Are you a snob?
Snobbery comes in many forms. It can be because someone feels superior because he or she comes from a particular social background or a branded school, college, university and profession. Or it can be because you feel superior to those who can’t speak English or, even if they can, their accent is different. It can be because you happen to hold particular political views. Or because you wear certain fabrics. Or because you drink only certain whiskies and eat only salmon. And often because of where you live.
There are many institutions that encourage snobbery. A ‘St’ something as the name of your school and college is still preferred. One well-known British university is a terrible offender in this regard. It has four castes: undergraduates, post-graduates, doctoral candidates and foreigners. And this is in the descending order. I was astonished to hear this. They said we don’t know where the last three come from but undergraduates, we choose them, they are the crème de la crème.
The worst, of course, are people like me who combine all of these things, except maybe one or two. But I make no bones about it: I am a snob who feels others should be grateful if I allow them to befriend me. I reserve this attitude, however, only for men. So imagine my chagrin when the other day I not only met an even bigger snob than me but also two women who had been in my class in college who said I had been insufferable in those days. It dented my self-image.
I am a snob who feels others should be grateful if I allow them to befriend me. I reserve this attitude, however, only for men.

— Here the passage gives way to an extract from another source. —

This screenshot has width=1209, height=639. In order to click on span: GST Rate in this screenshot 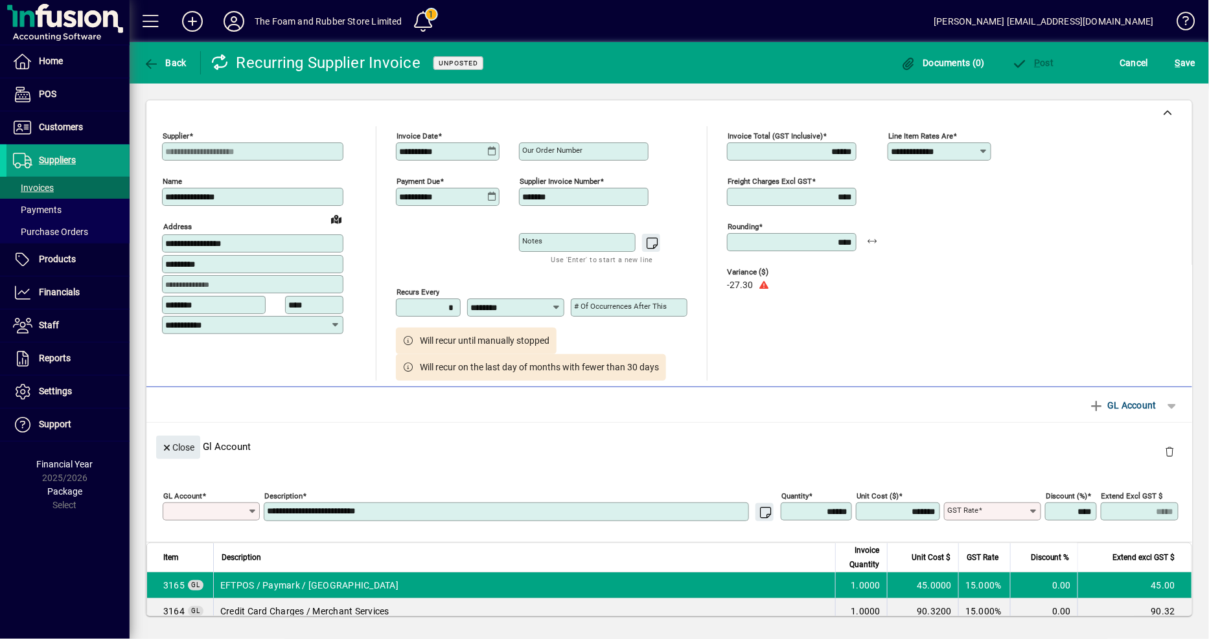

The fellow who was an even bigger snob than I sniggered when I told him I lived in Gurgaon which is adjacent to Delhi but in Haryana. “Oh, the suburbs,” he said. His meaning was clear: you didn’t count if you didn’t live in Delhi. He then asked me about my “dwelling unit”. I said you first, tell me about yours. It turned out he lived in a very posh but very crowded area in a very tiny flat in a low-rise building. I told him I lived in a three-storey house with a large garden in a compound that resembled a forest. But I don’t think he cared about all that. A 1,200 square foot flat with a carpet area of 1,000 in South Delhi was his idea of social superiority even if you couldn’t park a cycle anywhere. When I told my wife this, she said I was exactly like that because of my background, education and job. “You are poor as a church mouse but a snob nonetheless.” Cruel woman… but, as the Bard wrote in his play, “an ill-fav’d thing, my Lord, but mine own.”
As to the two classmates, their grievance was that I didn’t talk to them back then. But I know the truth. It wasn’t snobbery, it was just plain old shyness. And also, I must admit, an absolute lack of interest in what the girls had to say. To date, I have no idea what teenage girls talked about. So bored by them yes; snob never. Not with girls.
Since then, I have thought long and deep about snobbery. Is there a descending order of things that grades your snobbery? How many attributes must you have to be a complete snob? And how do you tell if a snob is just pretending, you know, faking it like those chaps who serve cheap alcohol in costly discarded bottles? Is class more important than caste? Why doesn’t a person’s religion induce snobbery? Skin colour, of course, is a sure-fire inducer of superiority and inferiority. And so on. There are so many questions, so few answers.